FIG. 159.
—SECTION OF DOME OF DUOMO, FLORENCE.
THE EARLY RENAISSANCE IN FLORENCE: THE DUOMO. In the year 1417 a public competition was held for completing the cathedral of Florence by a dome over the immense octagon, 143 feet in diameter. Filippo Brunelleschi, sculptor and architect (1377–1446), who with Donatello had journeyed to Rome to study there the masterworks of ancient art, after demonstrating the inadequacy of all the solutions proposed by the competitors, was finally permitted to undertake the gigantic task according to his own plans. These provided for an octagonal dome in two shells, connected by eight major and sixteen minor ribs, and crowned by a lantern at the top (Fig. 159). This wholly original conception, by which for the first time (outside of Moslem art) the dome was made an external feature fitly terminating in the light forms and upward movement of a lantern, was carried out between the years 1420 and 1464. Though in no wise an imitation of Roman forms, it was classic in its spirit, in its vastness and its simplicity of line, and was made possible solely by Brunelleschi’s studies of Roman design and construction (Fig. 160).
OTHER CHURCHES. From Brunelleschi’s designs were also erected the Pazzi Chapel in Sta. Croce, a charming design of a Greek cross covered with a dome at the intersection, and preceded by a vestibule with a richly decorated vault; and the two great churches of S. Lorenzo (1425) and S. Spirito (1433–1476, Fig. 161). Both reproduced in a measure the plan of the Pisa Cathedral, having a three-aisled nave and transepts, with a low dome over the crossing. The side aisles were covered with domical vaults and the central aisles with flat wooden or plaster ceilings. All the details of columns, arches and mouldings were imitated from Roman models, and yet the result was something entirely new. Consciously or unconsciously, Brunelleschi was reviving Byzantine rather than Roman conceptions in the planning and structural design of these domical churches, but the garb in which he clothed them was Roman, at least in detail. The Old Sacristy of S. Lorenzo was another domical design of great beauty.
FIG. 160.
—EXTERIOR OF DOME OF DUOMO, FLORENCE.
From this time on the new style was in general use for church designs. L. B. Alberti (1404–73), who had in Rome mastered classic details more thoroughly than Brunelleschi, remodelled the church of S. Francesco at Rimini with Roman pilasters and arches, and with engaged orders in the façade, which, however, was never completed. His great work was the church of S. Andrea at Mantua, a Latin cross in plan, with a dome at the intersection (the present high dome dating however, only from the 18th century) and a façade to which the conception of a Roman triumphal arch was skilfully adapted. His façade of incrusted marbles for the church of S. M. Novella at Florence was a less successful work, though its flaring consoles over the side aisles established an unfortunate precedent frequently imitated in later churches.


-- Work request --
Please give a word-for-word repeat of the line containing "Focus on footwear." and all lines that come after it in the entries below, ending at the last line.

-- Records from a data collection --

┄┄┄┄┄┄

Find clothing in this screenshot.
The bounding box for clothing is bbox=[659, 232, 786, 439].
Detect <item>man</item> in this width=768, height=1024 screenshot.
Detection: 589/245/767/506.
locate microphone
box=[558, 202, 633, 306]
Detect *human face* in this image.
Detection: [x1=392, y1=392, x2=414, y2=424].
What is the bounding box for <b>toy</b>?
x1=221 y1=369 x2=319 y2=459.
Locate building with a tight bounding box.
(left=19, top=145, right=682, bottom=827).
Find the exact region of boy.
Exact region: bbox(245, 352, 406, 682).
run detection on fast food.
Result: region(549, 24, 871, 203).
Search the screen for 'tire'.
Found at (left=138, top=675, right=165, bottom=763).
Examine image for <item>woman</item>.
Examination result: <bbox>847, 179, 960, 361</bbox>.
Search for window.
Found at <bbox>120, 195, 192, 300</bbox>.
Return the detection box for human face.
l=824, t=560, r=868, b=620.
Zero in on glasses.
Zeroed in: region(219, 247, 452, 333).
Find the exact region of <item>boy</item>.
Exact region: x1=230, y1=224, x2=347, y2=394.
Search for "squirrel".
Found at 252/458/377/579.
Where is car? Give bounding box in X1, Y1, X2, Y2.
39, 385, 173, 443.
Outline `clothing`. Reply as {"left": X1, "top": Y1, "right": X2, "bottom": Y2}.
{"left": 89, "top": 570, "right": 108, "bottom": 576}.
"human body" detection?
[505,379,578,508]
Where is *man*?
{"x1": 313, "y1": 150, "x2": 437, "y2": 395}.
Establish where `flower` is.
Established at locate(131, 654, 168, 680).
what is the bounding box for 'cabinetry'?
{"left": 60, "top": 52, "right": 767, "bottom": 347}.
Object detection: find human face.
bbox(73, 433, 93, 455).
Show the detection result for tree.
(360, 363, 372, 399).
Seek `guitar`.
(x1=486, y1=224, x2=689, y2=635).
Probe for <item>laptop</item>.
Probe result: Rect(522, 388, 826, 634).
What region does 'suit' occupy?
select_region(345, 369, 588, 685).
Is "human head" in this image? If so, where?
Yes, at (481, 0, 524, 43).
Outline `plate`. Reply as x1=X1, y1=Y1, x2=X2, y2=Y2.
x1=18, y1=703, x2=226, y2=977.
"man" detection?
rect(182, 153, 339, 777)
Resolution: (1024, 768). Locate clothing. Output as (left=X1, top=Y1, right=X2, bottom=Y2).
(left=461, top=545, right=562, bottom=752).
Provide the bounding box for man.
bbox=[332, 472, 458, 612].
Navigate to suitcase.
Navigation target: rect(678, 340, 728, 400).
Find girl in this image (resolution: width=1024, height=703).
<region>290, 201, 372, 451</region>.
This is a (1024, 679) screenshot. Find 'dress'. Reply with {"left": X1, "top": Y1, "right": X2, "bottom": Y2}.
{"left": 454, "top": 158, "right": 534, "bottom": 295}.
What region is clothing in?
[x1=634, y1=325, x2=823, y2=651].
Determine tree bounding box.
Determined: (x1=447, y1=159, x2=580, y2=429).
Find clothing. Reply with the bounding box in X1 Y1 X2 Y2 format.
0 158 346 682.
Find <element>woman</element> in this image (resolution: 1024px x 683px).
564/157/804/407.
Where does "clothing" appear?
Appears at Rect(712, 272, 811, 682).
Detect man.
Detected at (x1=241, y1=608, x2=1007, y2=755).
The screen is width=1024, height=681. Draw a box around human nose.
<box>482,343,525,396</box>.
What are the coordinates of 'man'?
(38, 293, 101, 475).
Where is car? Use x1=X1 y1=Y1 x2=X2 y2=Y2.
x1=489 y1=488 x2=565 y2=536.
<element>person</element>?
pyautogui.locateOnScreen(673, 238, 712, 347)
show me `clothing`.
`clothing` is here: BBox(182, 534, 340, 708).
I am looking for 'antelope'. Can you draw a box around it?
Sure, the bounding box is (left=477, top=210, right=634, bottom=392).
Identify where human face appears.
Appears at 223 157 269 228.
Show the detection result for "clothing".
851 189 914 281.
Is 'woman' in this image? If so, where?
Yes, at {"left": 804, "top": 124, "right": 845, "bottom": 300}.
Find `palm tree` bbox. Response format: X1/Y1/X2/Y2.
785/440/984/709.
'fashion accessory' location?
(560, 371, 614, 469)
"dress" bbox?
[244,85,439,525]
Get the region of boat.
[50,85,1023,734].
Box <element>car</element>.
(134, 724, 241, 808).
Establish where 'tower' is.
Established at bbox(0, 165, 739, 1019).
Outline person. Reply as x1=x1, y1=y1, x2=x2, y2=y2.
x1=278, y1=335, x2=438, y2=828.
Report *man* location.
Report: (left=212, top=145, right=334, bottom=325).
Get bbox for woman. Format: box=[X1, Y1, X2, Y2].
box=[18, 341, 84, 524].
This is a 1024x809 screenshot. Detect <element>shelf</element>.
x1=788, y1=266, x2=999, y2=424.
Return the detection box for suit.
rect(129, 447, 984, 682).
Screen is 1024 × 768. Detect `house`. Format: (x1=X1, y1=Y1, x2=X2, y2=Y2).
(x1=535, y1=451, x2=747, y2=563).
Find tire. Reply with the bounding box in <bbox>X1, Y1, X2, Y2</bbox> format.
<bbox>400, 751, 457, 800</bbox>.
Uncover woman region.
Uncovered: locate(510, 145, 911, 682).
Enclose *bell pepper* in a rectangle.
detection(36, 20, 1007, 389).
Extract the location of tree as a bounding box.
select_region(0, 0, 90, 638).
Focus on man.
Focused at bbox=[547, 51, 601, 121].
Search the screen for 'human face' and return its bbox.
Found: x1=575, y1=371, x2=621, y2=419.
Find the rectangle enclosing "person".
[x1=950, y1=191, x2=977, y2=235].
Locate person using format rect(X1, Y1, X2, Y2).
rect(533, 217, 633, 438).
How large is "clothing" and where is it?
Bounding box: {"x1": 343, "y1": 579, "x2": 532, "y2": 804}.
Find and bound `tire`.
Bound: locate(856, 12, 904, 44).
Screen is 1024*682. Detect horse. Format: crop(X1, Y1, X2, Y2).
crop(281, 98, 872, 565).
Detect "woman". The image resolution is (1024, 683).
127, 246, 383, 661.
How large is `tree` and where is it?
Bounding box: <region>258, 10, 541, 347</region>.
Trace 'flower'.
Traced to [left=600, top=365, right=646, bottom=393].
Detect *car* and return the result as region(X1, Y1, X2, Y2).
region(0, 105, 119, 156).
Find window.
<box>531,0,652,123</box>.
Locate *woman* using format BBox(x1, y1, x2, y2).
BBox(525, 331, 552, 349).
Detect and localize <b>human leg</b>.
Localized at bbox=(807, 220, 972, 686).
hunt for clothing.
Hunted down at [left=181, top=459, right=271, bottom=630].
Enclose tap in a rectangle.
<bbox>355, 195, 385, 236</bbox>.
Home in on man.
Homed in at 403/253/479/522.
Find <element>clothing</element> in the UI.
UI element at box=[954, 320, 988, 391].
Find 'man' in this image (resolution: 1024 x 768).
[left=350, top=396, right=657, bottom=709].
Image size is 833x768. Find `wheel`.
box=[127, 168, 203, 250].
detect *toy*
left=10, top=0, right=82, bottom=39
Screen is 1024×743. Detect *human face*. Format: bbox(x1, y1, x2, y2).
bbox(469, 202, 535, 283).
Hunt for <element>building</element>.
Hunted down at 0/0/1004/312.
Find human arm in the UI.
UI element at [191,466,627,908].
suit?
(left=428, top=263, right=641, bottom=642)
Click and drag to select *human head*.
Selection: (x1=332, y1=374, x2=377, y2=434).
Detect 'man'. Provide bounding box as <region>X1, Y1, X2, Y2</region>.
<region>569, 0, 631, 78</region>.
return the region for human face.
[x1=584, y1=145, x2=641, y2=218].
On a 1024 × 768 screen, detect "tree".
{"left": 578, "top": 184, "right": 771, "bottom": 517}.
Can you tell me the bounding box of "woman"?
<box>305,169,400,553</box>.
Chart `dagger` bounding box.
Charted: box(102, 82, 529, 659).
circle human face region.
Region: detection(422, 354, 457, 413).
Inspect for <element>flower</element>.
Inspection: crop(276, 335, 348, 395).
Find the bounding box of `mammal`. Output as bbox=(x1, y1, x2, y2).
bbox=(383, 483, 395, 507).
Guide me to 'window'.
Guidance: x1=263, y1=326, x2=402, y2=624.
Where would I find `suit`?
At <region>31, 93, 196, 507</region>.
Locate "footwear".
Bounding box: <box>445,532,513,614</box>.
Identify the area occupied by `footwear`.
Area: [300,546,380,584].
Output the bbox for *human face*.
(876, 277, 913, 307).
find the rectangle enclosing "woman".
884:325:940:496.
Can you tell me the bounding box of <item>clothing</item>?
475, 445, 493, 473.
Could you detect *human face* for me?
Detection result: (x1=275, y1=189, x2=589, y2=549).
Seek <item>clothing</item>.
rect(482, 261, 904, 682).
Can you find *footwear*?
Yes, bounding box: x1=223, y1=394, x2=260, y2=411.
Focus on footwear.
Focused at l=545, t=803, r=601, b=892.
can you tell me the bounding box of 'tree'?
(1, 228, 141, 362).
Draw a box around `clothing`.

┄┄┄┄┄┄

-- Solution to the exercise --
Focus on footwear.
Focused at l=545, t=803, r=601, b=892.
can you tell me the bounding box of 'tree'?
(1, 228, 141, 362).
Draw a box around `clothing`.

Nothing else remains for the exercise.